US News

QUIET LIFE OF AN ‘X’-ASSASSIN

Five days a week, Thomas Hagan lives an almost anonymous life in Sunset Park, working in a fast-food restaurant, going home to his wife and kids and following the primary race between Hillary Rod ham Clinton and Barack Obama.

The other two days, Hagan lives in a minimum-security correctional facility in Manhat tan around the corner from Mal colm X Boulevard – ironically, named after the Muslim leader Hagan assassinated 40 years ago.

The slight-framed 66-year-old sports spectacles and a neatly trimmed gray mustache. He wears a baseball cap low when he’s out in public and speaks softly, barely above a whisper.

But the meek demeanor and aver age-Joe lifestyle belie his role in one of the most infamous killings in US history.

At the time of the Feb. 21, 1965, shooting, Hagan, then 23, was a mili tant member of the Nation of Islam, a black-separatist religious movement that Malcolm X broke from after accus ing the group’s founder, the Honorable Elijah Muhammad, of adultery and of not doing enough for civil rights.

Hagan and four others plotted the assassination and gunned down Malcolm X as he gave a speech at Audubon Ballroom in Washington Heights, according to an affidavit Hagan signed years after the shooting.

One man, claiming to have been pickpocketed, created a diversion. Another, with a shotgun, blasted Malcolm X in the chest.

Hagan and another gunman then fired several rounds at the black leader’s dying body slumped on the stage.

Hagan, who went by the name Talmadge X Hayer at the time, was arrested at the scene and confessed. Khalil Islam and Muhammad Abd Al-Aziz were arrested later and have maintained their innocence.

Hagan has said they were not his accomplices.

Each was sentenced to 20 years to life in 1966. Al-Aziz was paroled in 1985, and Islam in 1987.

Hagan has been denied parole 13 times. For the past 19 years, however, he has served his time under the work-release program, spending just two nights a week in the Lincoln Correctional Facility, a minimum-security center overlooking Central Park on West 110th Street and Malcolm X Boulevard.

Years in prison have mellowed Hagan’s anger and allegiance to the fringe group, he told The Post in an exclusive interview last week.

While still a practicing Muslim, he has parted ways with the Nation of Islam.
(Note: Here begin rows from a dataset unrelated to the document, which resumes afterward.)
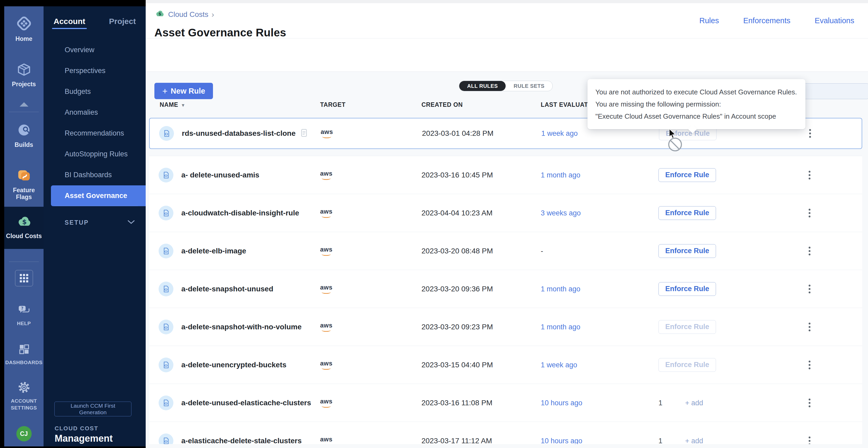  Describe the element at coordinates (559, 365) in the screenshot. I see `rule-last-evaluation-cell: 1 week ago` at that location.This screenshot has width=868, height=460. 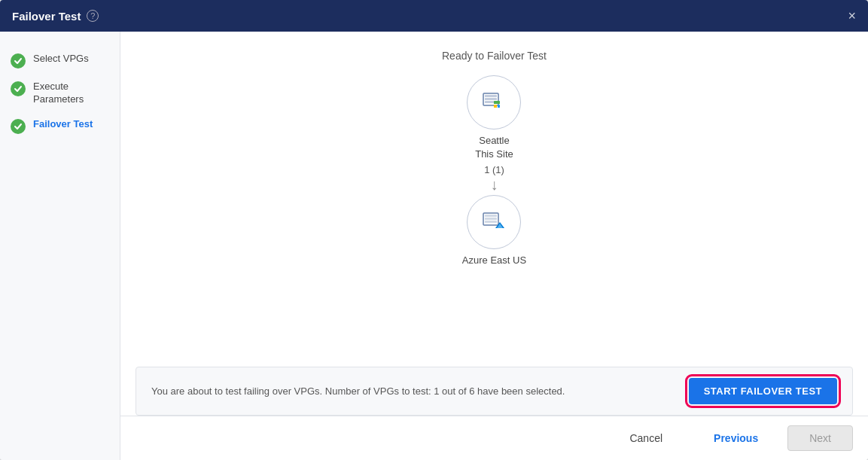 I want to click on target-site-label: Azure East US, so click(x=494, y=260).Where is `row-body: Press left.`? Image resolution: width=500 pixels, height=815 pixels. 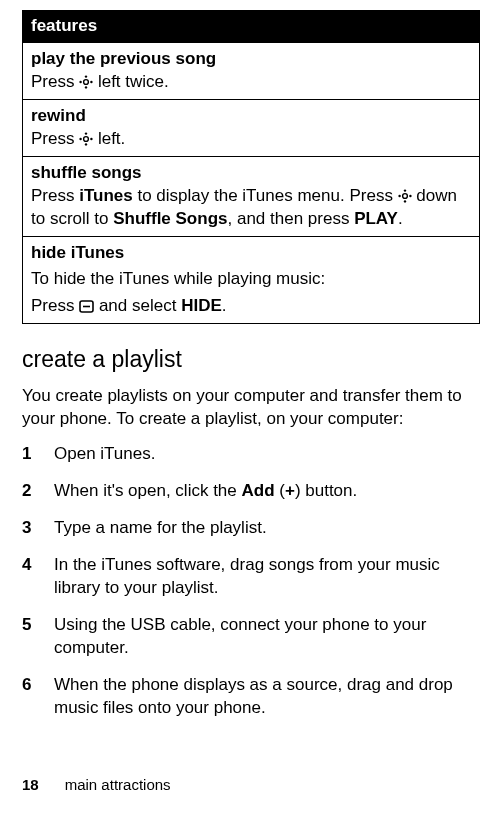 row-body: Press left. is located at coordinates (251, 140).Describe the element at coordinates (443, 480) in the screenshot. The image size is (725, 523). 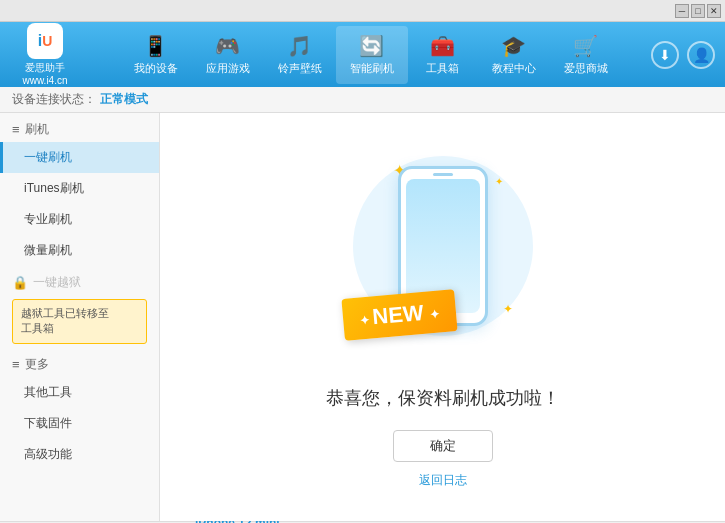
I see `back-home-link: 返回日志` at that location.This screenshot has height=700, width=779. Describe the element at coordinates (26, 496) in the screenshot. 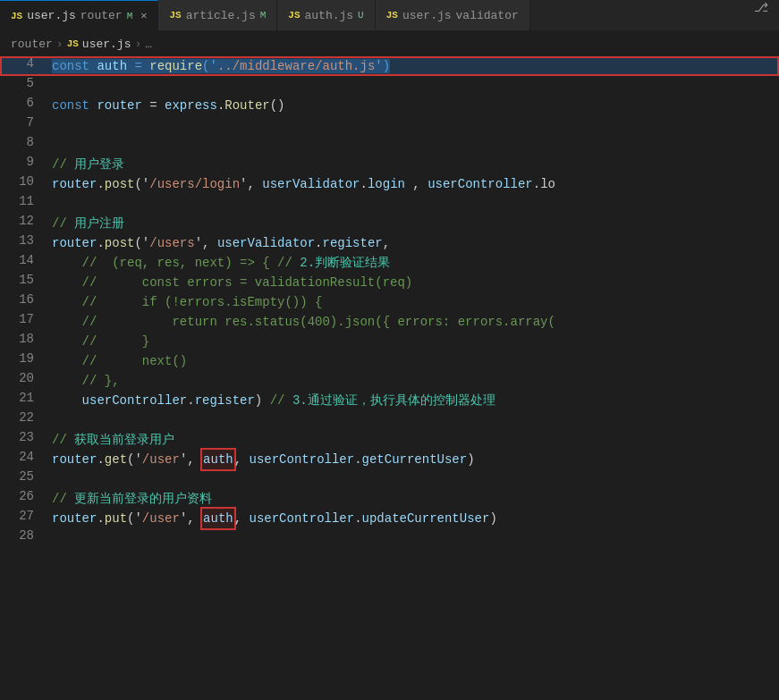

I see `line-number: 26` at that location. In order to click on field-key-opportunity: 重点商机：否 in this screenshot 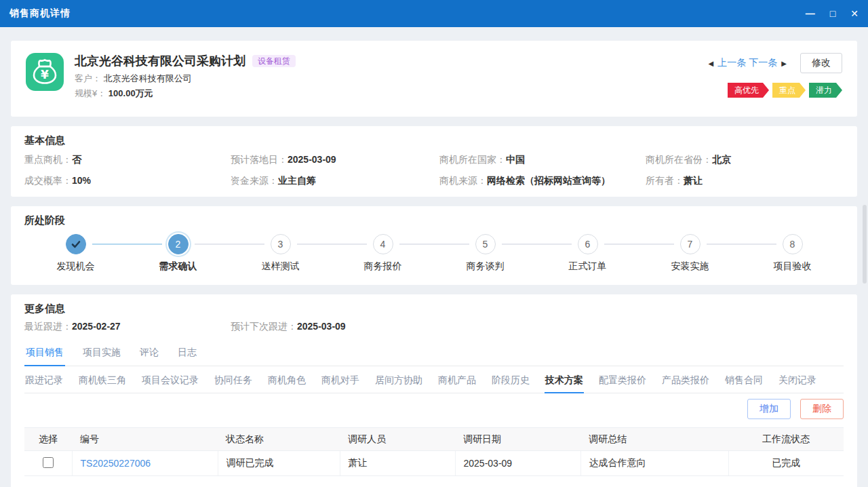, I will do `click(127, 160)`.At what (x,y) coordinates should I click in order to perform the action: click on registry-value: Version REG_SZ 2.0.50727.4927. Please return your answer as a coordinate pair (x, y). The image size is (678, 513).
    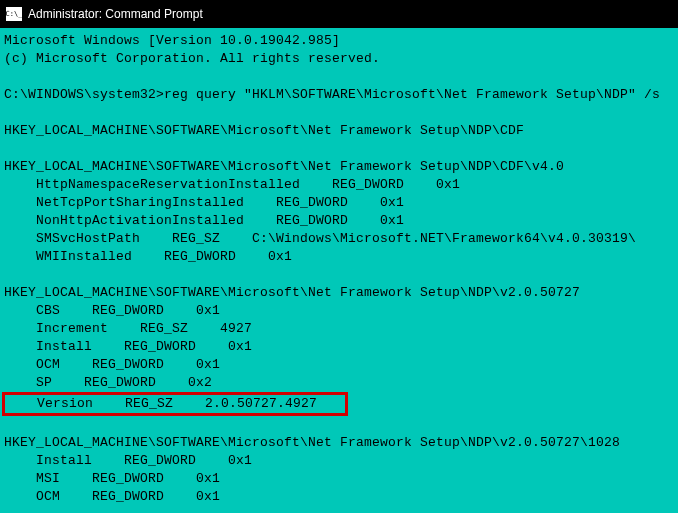
    Looking at the image, I should click on (161, 404).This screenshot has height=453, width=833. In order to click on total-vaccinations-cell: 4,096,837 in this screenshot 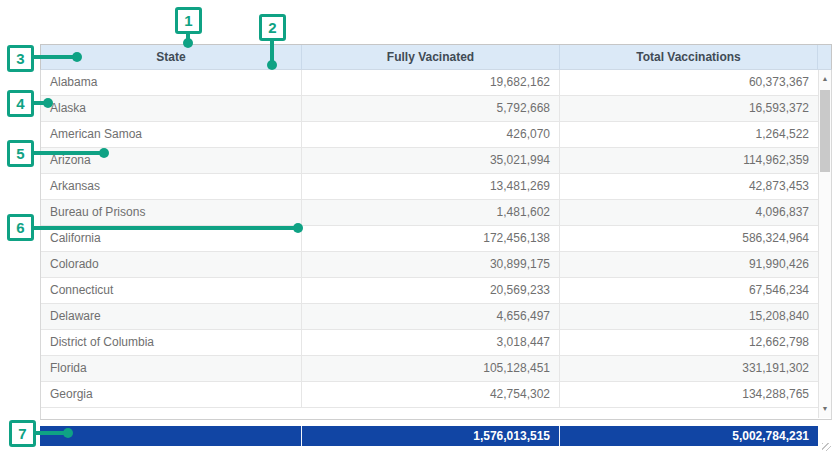, I will do `click(689, 213)`.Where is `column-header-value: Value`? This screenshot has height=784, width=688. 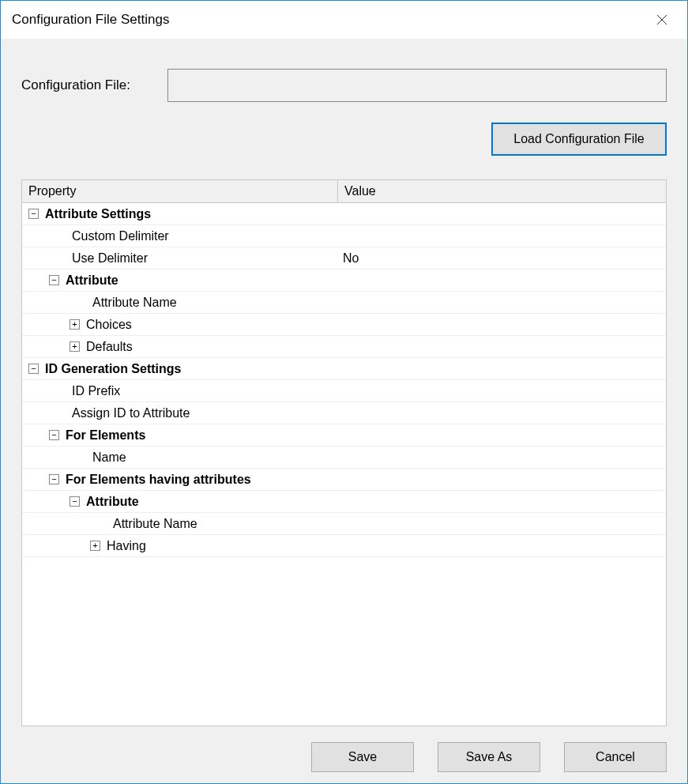
column-header-value: Value is located at coordinates (502, 191). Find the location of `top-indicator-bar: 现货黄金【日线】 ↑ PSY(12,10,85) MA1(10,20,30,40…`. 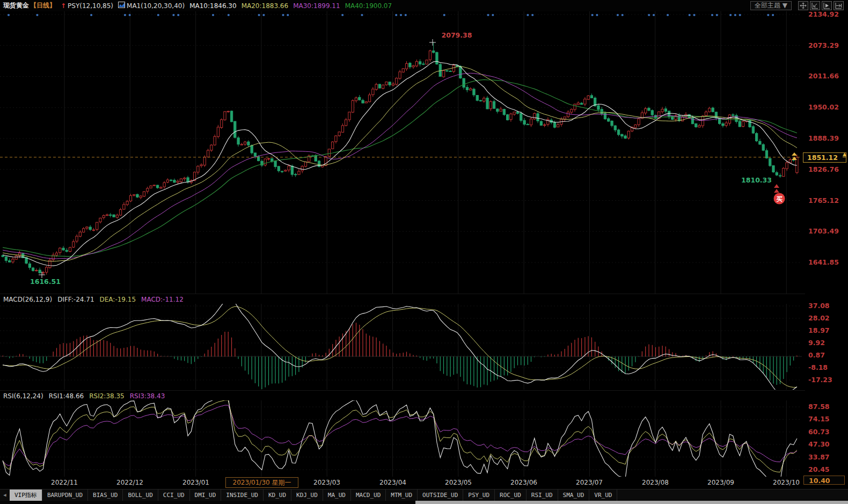

top-indicator-bar: 现货黄金【日线】 ↑ PSY(12,10,85) MA1(10,20,30,40… is located at coordinates (424, 5).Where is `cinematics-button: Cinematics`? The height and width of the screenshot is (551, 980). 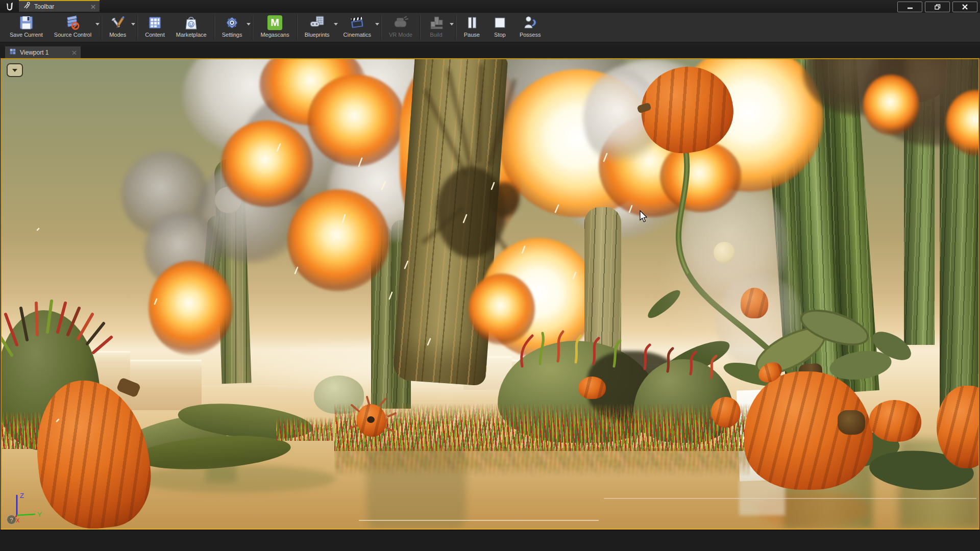 cinematics-button: Cinematics is located at coordinates (358, 28).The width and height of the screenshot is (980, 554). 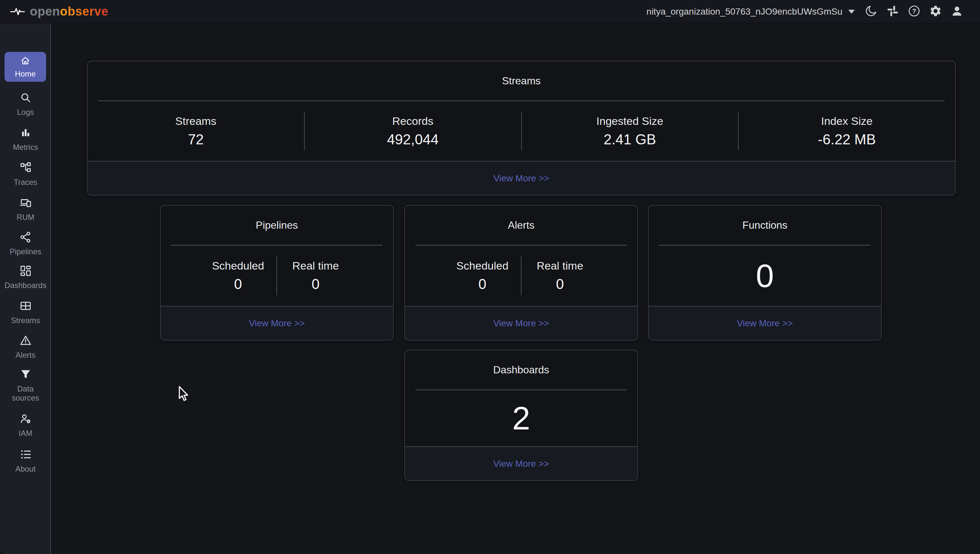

“It wasn’t really a correct ideology. There are a lot of misconceptions,” he said.

Likewise, he now apologizes for shooting the black leader. “I’ve expressed my regrets and sorrow,” he said, though he’s never apologized personally to Malcolm X’s family.

Hagan filed a lawsuit on April 24 challenging the New York parole board’s most recent decision.

“I’ve been incarcerated for 40 years, and I’ve had a good record all around,” Hagan said. “I don’t see any reason for holding me.

“I think I deserve it, comparatively, to guys who are in and out and in and out of the system,” he said.

When reached by phone, one of Malcolm X’s daughters, Gamilah Shabazz, declined to comment on whether she would like to see Hagan get full parole.

“It’s not my life. What’s done is done. Let the chips lie where they fall,” she said.

While inside, Hagan earned a bachelor’s and a master’s degree. Under work release, he has held jobs at the Crown Heights Youth Collective and as a counselor at a homeless shelter on Ward’s Island. He declined to say why he lost the shelter job. “Things happen. You have to move on,” he said.

Hagan says he shuns publicity so as not to look like he is capitalizing on his infamy. He said he has no interest in writing a book, unlike Khalil Islam, who is currently working on a memoir.

“I would like to think that people have grown, have more understanding and insight,” he said.

“Why shouldn’t he have full parole?” said Islam. “How long is this going to go on? He didn’t kill the pope. I don’t understand it, to tell you the truth.”

Hagan is next up for parole in January.